Ad-Hoc Query Paging in SQL Server 2012

Sunday 29 January 2012 James G


One thing applications tend to do when retrieving a lot of data from SQL Server is to page the results.
Since SQL Server 2005, I tended to do this using the ROW_NUMBER() function. Like this

SELECT *

FROM   (SELECT p.firstname,

               p.lastname,

               Row_number() OVER (ORDER BY p.firstname DESC) AS rownum

        FROM   person.person p) AS person

WHERE  person.rownum BETWEEN 11 AND 20

or like this

WITH person(firstname, lastname, rownum)

     AS (SELECT p.firstname,

                p.lastname,

                Row_number() OVER (ORDER BY p.firstname DESC) AS rownum

         FROM   person.person p)

SELECT *

FROM   person p

WHERE  p.rownum BETWEEN 11 AND 20


I would of course parameterize 11 and 20 and call that in a stored procedure or parameterized SQL statement. Linq to Sql or the Entity Framework currently generates a similar SQL statement.

OFFSET ... FETCH NEXT 

Now in SQL Server 2012 RC0 we can achieve the same thing using the offset  ... fetch next clause.
The Order By statement now has an additional clause we can use as follows:

SELECT p.firstname,

       p.lastname

FROM   [Person].[Person] p

ORDER  BY p.firstname DESC


OFFSET 10 rows

FETCH NEXT 10 rows only

The offset clause specifies the number to rows to skip before returning the rows from the query expression.

The fetch specifies the number of rows to return after the OFFSET clause has been processed.

In terms of performance, I have not done any extensive performance tests but I do not believe there is a significant performance difference between the two.

The query execution plan for the two statements are similar.


James


Leave a Reply

Followers

Powered by Blogger.
Powered by Blogger. Designed by elogi. Converted by Smashing Blogger for LiteThemes.com. Proudly powered by Blogger.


In the material below, find the line with "Find the location of a particular element. The"; set down that line and every line after it to the end, exactly, without pictures.

== MATERIAL TO PROCESS

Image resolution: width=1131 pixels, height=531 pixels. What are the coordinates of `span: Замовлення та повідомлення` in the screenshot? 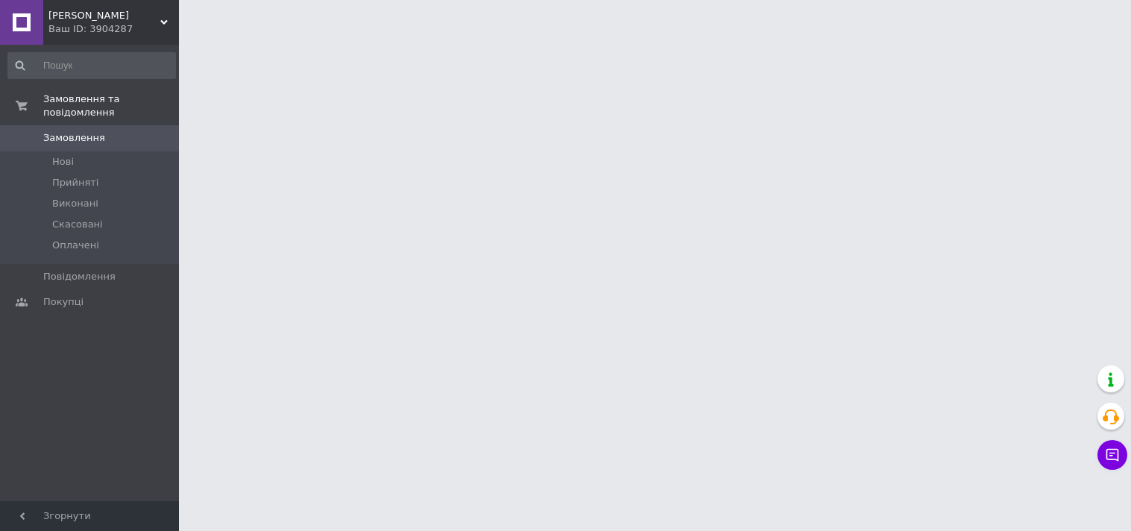 It's located at (111, 106).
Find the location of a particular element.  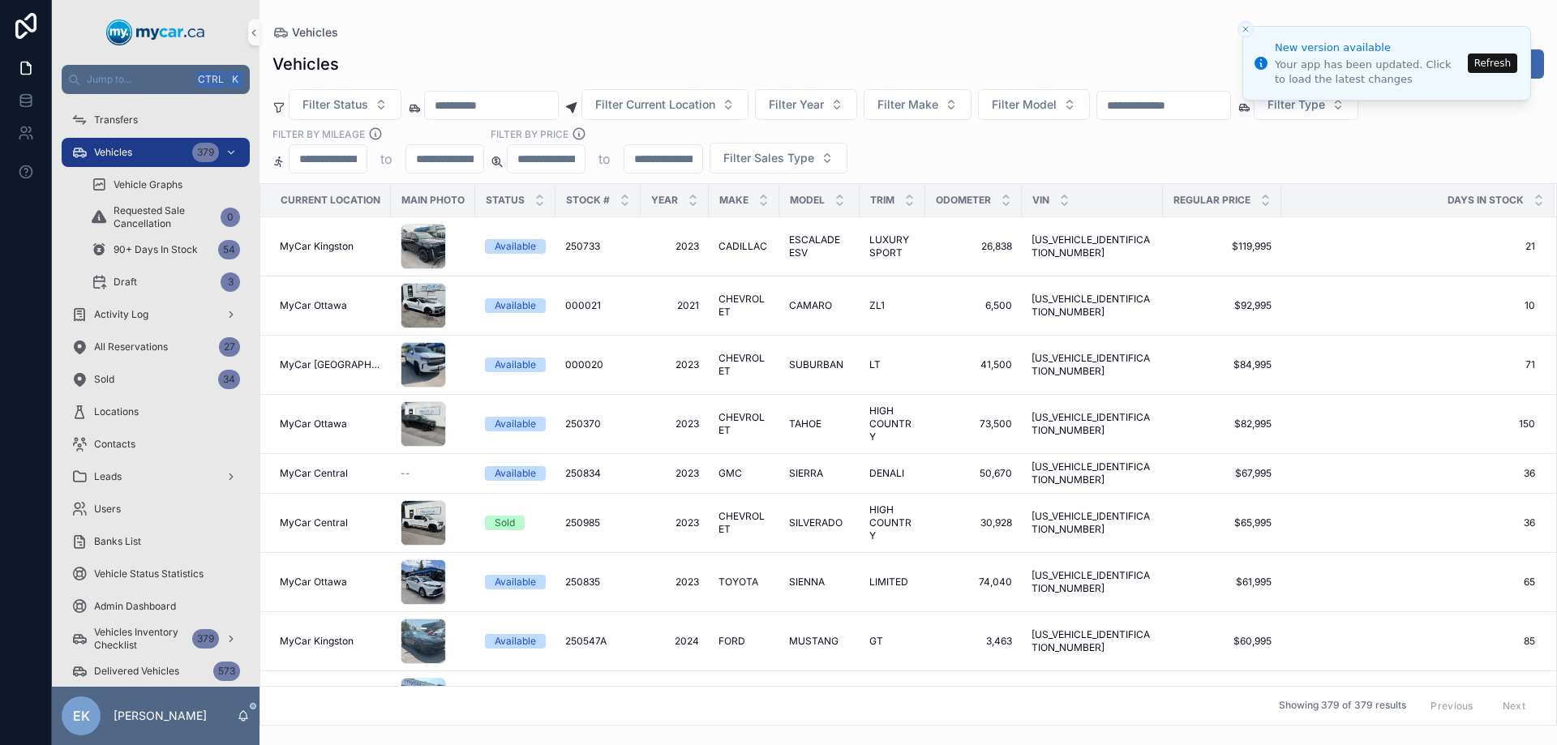

a: 6,500 is located at coordinates (973, 306).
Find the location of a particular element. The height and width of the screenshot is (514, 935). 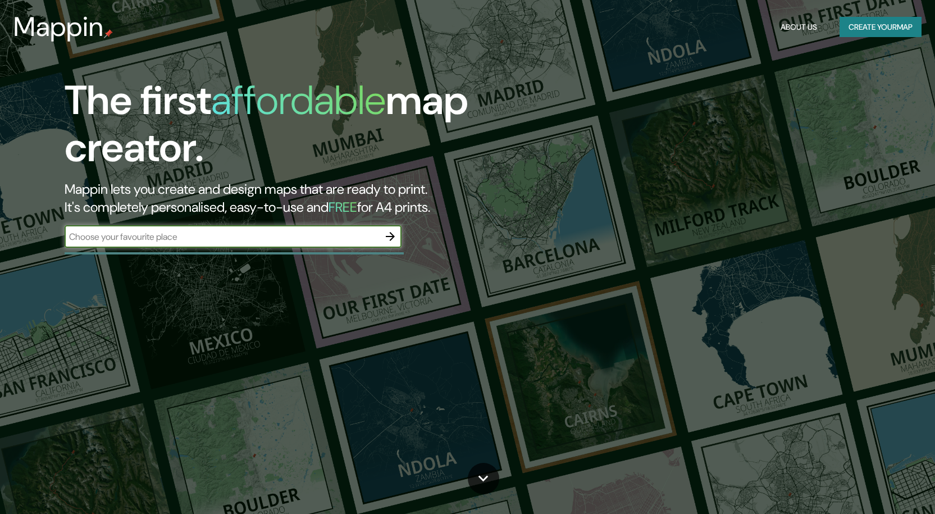

h1: The first map creator. is located at coordinates (298, 129).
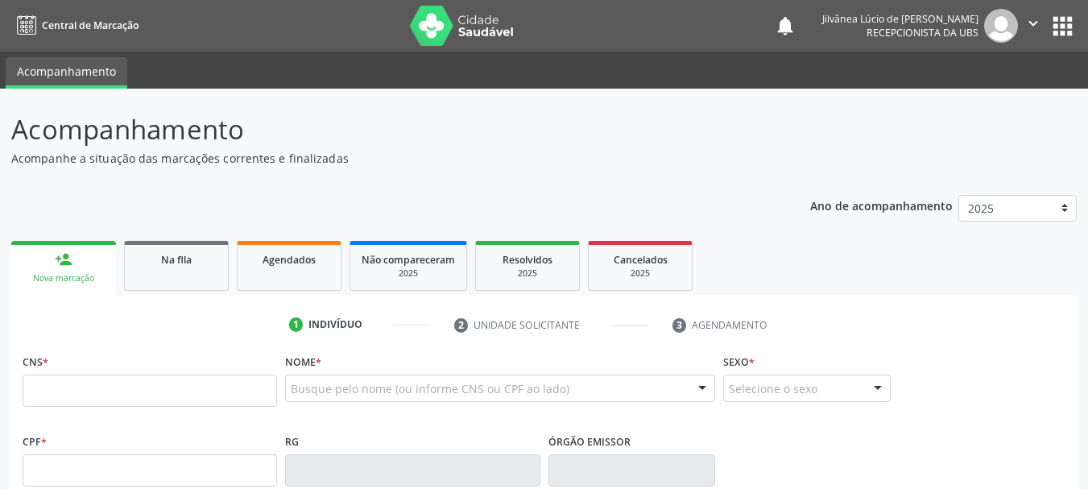 This screenshot has width=1088, height=489. I want to click on span: Na fila, so click(176, 259).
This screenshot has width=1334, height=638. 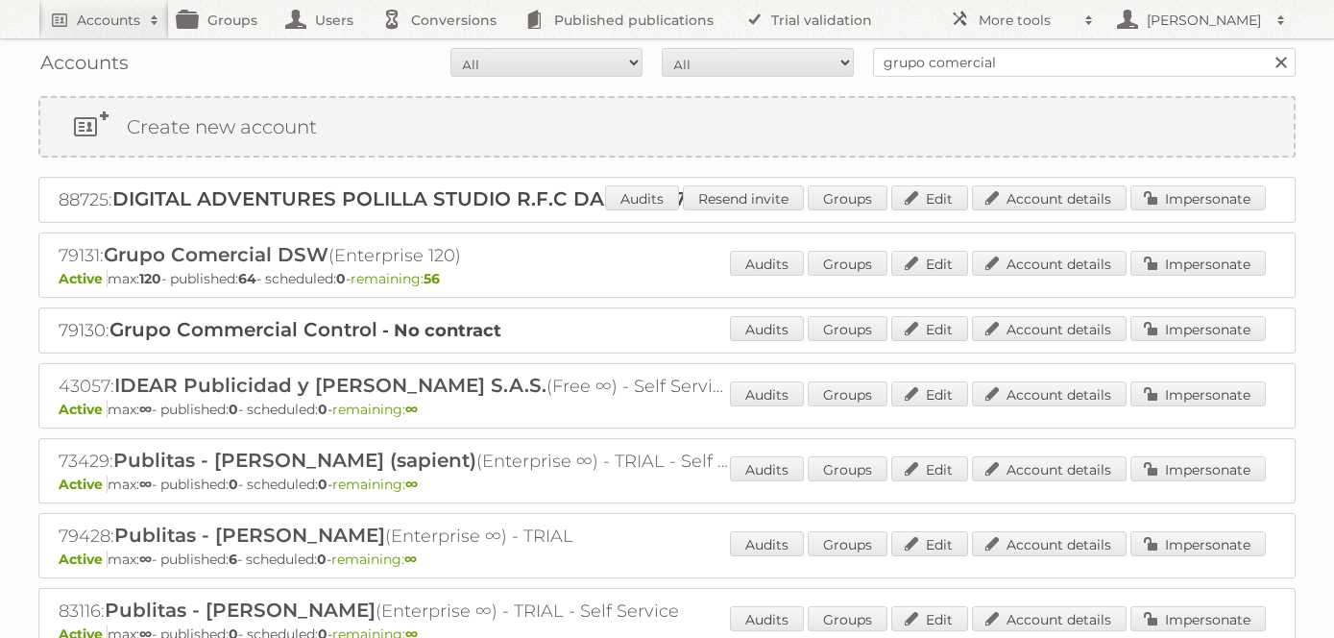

====

RESULT FOR THIS EXERCISE.
Find the location of a particular element. The height and width of the screenshot is (514, 935). 

h1: The first map creator. is located at coordinates (298, 129).
 This screenshot has width=1088, height=489. I want to click on span: Na fila, so click(176, 259).
This screenshot has width=1334, height=638. 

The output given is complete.